The Irish may not have had any great love for the British, but most saw the Germans, especially the Protestant Prussianism that ruled Germany, as by far the greater threat. Indeed, though many English assumed, despite evidence to the contrary, that the Irish generally would favor a German victory out of mere spite, Chesterton shows that, despite a few misguided exceptions, this was simply not true. In fact, the greatest support for Berlin came not from Irish Catholics, but from Irish Protestants, especially Ulster Protestants.
“If ever there was a natural alliance in the world, it would have been the alliance between Belfast and Berlin,” Chesterton writes. “Belfast and Berlin are on the same side in the deepest of all the spiritual issues involved in the war. And that is the simple issue of whether pride is a sin, and therefore a weakness.”
Chesterton wrote this book about three years before he himself became a Catholic. But his writing here overflows with the keen understanding and love for the Catholic religion that characterized his writing throughout his career. He understands that religion may be the most obvious thing that makes the Irish a separate people from the English, but it is far from being the only thing. The roles of hearth and home in Irish life, the supreme importance of the family, to say nothing of the Irish affinity for poetry, make them as distinct from the English as could be. “In Ireland, a man carries the family mansion about with him like a snail; and his father’s ghost follows him like a shadow,” he wrote.
And anyway, even if the conflict comes down to religion, it is not just a matter of one religion having a Pope as its supreme head, and the other having the English monarch as its supreme head. A religion is more than merely where you worship; it’s much more than whether a man carries an image of our Lady in his pocket or a picture of the Queen:
If a man says that there is no difference between a Protestant and a Catholic, and that both can act in an identical fashion everywhere but in a church or chapel, he is madly driving the cart horse when he has forgotten the cart. A religion is not the church a man goes to but the cosmos he lives in; and if any sceptic forgets it, the maddest fanatic beating an Orange drum about the Battle of the Boyne is a better philosopher than he.

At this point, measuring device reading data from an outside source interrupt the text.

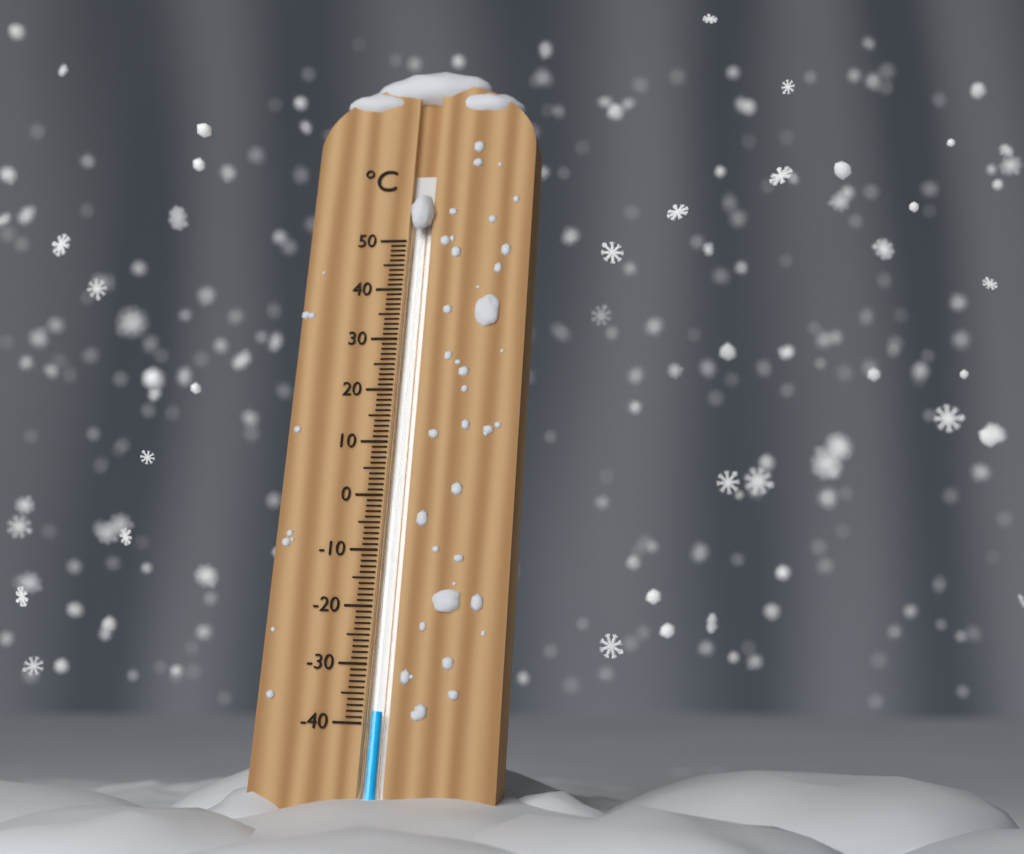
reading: -38 °C
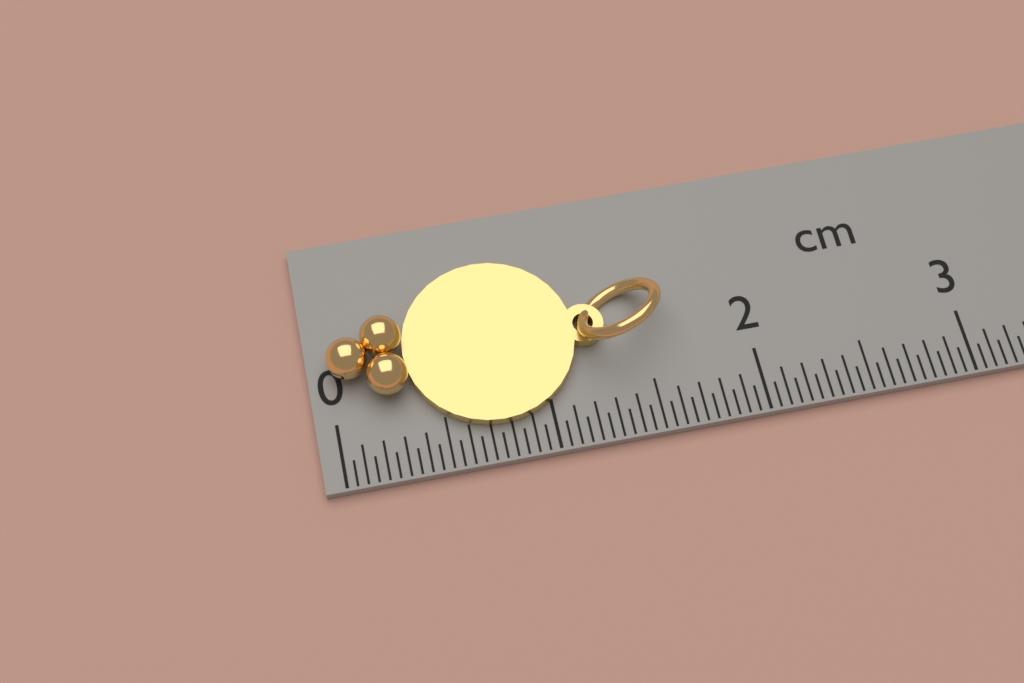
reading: 1.60 cm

Fortunately for both the Irish and the English, Chesterton is a better philosopher than fanatical Orangemen beating their drums, and you will be a better philosopher, and will have a much better understanding of the tangled web of Anglo-Irish religion and politics, after having read this book. IHS Press, the small publishing house dedicated to spreading Catholic social teaching by bringing back out-of-print books such as this, is to be commended for making Irish Impressions once again available.
Sean P. Dailey is editor-in-chief of Gilbert Magazine, a literary journal devoted to the thought and writings of English Catholic writer G.K. Chesterton.